A short disruption to the power supply in open source repository Github's data centre was behind the outage last week that caused its services to become inoperational for users.

Power disruption downed GitHub

In a post-mortem of the incident, Scott Sanders of GitHub's engineering department said the interruption in power meant just over a quarter of the repository's servers and several network devices rebooted.

He said the front-end load balancers and application servers were unaffected, but couldn't serve up requests as the backend systems werr down.

Initially, GitHub thought it was once again under a large distributed denial of service attack (DDoS) as happened in August last year thanks to an increase in connection attempts, which pointed to a network problem.

As a result, GitHub spent time early on during the incident bringing up its DDoS defences, before it realised no such attack was taking place.

Customers meanwhile were none the wiser as GitHub's ChatOps team communications systems were on the servers that rebooted. This lead to an eight-minute delay before the status.github.com service indicator was set to red, providing users with a notification that the site was down.

Several factors conspired to slow down restoration of service for GitHub.

Servers using specific type of hardware, and spanning many racks and rows in the data centre, meant that several members of Github's Redis in-memory data structure cluster were inaccessible.

As GitHub had by mistake added a hard dependency on the Redis cluster being fully available in the boot path of its application code, the programs failed to start.

GitHub had to urgently repair the servers that were not booting up so as to restore the Redis clusters to allow the application processes to restart, Sanders said.

"One group of engineers split off to work with the on-site facilities technicians to bring these servers back online by draining the flea power [residual current] to bring them up from a cold state so the disks would be visible," he wrote.

A firmware bug in the servers that rebooted meant they weren't able to see disks after power came back, Sanders said.
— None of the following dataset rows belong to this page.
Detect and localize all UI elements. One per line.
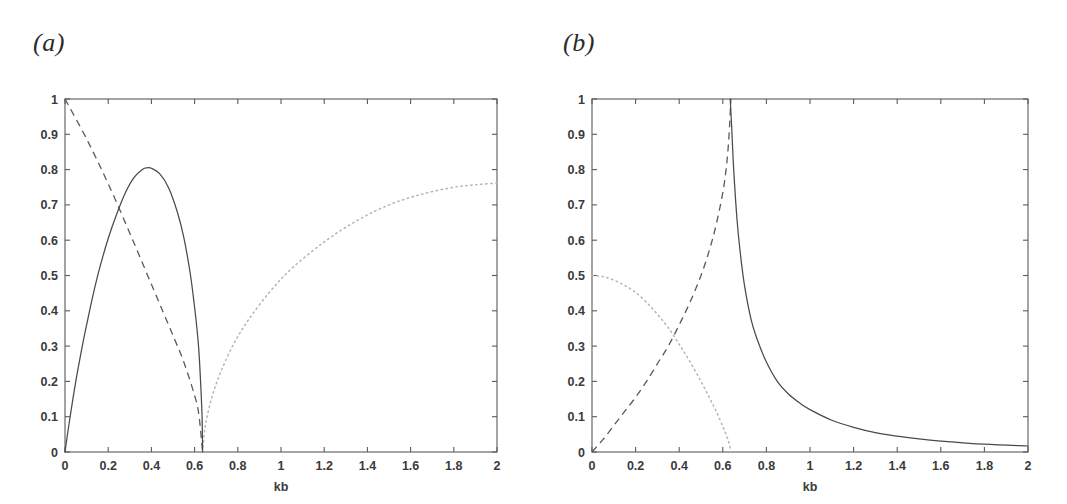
x-tick-label: 1 (807, 459, 814, 473)
y-tick-label: 0.8 (41, 163, 58, 177)
x-tick-label: 0.4 (671, 459, 688, 473)
y-tick-label: 0.6 (41, 234, 58, 248)
y-tick-label: 0.1 (568, 410, 585, 424)
x-tick-label: 1.4 (889, 459, 906, 473)
x-tick-label: 0.2 (100, 459, 117, 473)
panel-a-plot: 00.20.40.60.811.21.41.61.8200.10.20.30.4… (0, 0, 533, 504)
x-tick-label: 1.2 (845, 459, 862, 473)
curve-solid (65, 168, 203, 452)
y-tick-label: 0.7 (568, 198, 585, 212)
y-tick-label: 0.2 (41, 375, 58, 389)
x-tick-label: 1.2 (316, 459, 333, 473)
x-tick-label: 0.4 (143, 459, 160, 473)
y-tick-label: 0.5 (41, 269, 58, 283)
y-tick-label: 0.4 (568, 304, 585, 318)
y-tick-label: 0.6 (568, 234, 585, 248)
x-tick-label: 1.6 (932, 459, 949, 473)
curve-dashed (592, 99, 731, 452)
y-tick-label: 0.3 (568, 340, 585, 354)
y-tick-label: 1 (51, 93, 58, 107)
y-tick-label: 0.1 (41, 410, 58, 424)
panel-a: (a) 00.20.40.60.811.21.41.61.8200.10.20.… (0, 0, 533, 504)
y-tick-label: 1 (578, 93, 585, 107)
x-tick-label: 0.2 (627, 459, 644, 473)
x-tick-label: 1.4 (359, 459, 376, 473)
y-tick-label: 0.9 (41, 128, 58, 142)
curve-dashed (65, 99, 203, 452)
x-tick-label: 0 (62, 459, 69, 473)
y-tick-label: 0 (578, 446, 585, 460)
x-tick-label: 0.8 (229, 459, 246, 473)
x-axis-label: kb (274, 480, 289, 494)
y-tick-label: 0 (51, 446, 58, 460)
x-tick-label: 0.8 (758, 459, 775, 473)
y-tick-label: 0.4 (41, 304, 58, 318)
y-tick-label: 0.9 (568, 128, 585, 142)
y-tick-label: 0.2 (568, 375, 585, 389)
y-tick-label: 0.5 (568, 269, 585, 283)
curve-dotted (592, 276, 731, 453)
panel-b-plot: 00.20.40.60.811.21.41.61.8200.10.20.30.4… (533, 0, 1067, 504)
x-tick-label: 2 (494, 459, 501, 473)
figure-container: (a) 00.20.40.60.811.21.41.61.8200.10.20.… (0, 0, 1067, 504)
panel-b: (b) 00.20.40.60.811.21.41.61.8200.10.20.… (533, 0, 1066, 504)
x-tick-label: 1 (278, 459, 285, 473)
curve-solid (730, 99, 1028, 446)
x-tick-label: 0.6 (714, 459, 731, 473)
y-tick-label: 0.7 (41, 198, 58, 212)
x-tick-label: 2 (1025, 459, 1032, 473)
y-tick-label: 0.3 (41, 340, 58, 354)
x-tick-label: 1.8 (445, 459, 462, 473)
x-tick-label: 1.8 (976, 459, 993, 473)
x-axis-label: kb (803, 480, 818, 494)
x-tick-label: 0.6 (186, 459, 203, 473)
y-tick-label: 0.8 (568, 163, 585, 177)
x-tick-label: 1.6 (402, 459, 419, 473)
x-tick-label: 0 (589, 459, 596, 473)
curve-dotted (203, 183, 497, 452)
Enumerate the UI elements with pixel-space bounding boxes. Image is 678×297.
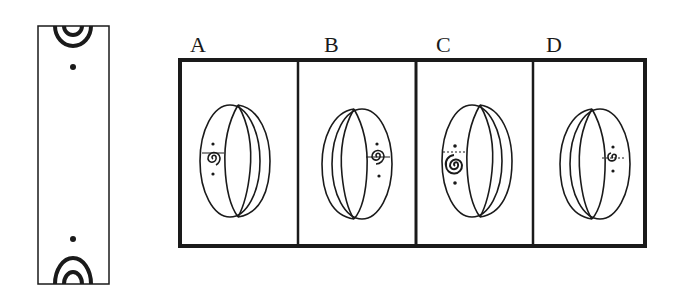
spiral-icon [446,155,462,174]
bottom-dot [70,236,76,242]
option-d-ring[interactable] [556,100,632,228]
option-c-ring[interactable] [440,96,516,226]
spiral-icon [608,153,616,161]
option-label-b: B [324,34,339,56]
bottom-inner-arc [64,272,82,284]
spiral-icon [208,152,220,165]
option-label-a: A [190,34,206,56]
top-dot [70,64,76,70]
top-inner-arc [64,26,82,35]
unfolded-strip [37,25,110,285]
option-a-ring[interactable] [198,96,274,226]
option-label-d: D [546,34,562,56]
option-b-ring[interactable] [318,100,394,228]
option-label-c: C [436,34,451,56]
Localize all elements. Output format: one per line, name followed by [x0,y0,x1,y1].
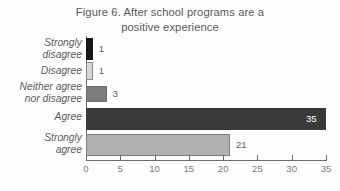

GitHub will update the servers in question and update its toolset to open tickets for when firmware updates become available.

Sanders said GitHub doesn't believe it is possible to fully prevent large parts of its infrastructure losing power, but the code repository will take steps to ensure the recovery is fast and reliable, and to mitigate the negative impact on users.

Improved cross-team communications "would have shaved minutes off the recovery time" Sanders said, and improving messaging about incidents to users will also be implemented as part of a number of improvements by GitHub to reduce the effect of catastrophic outages.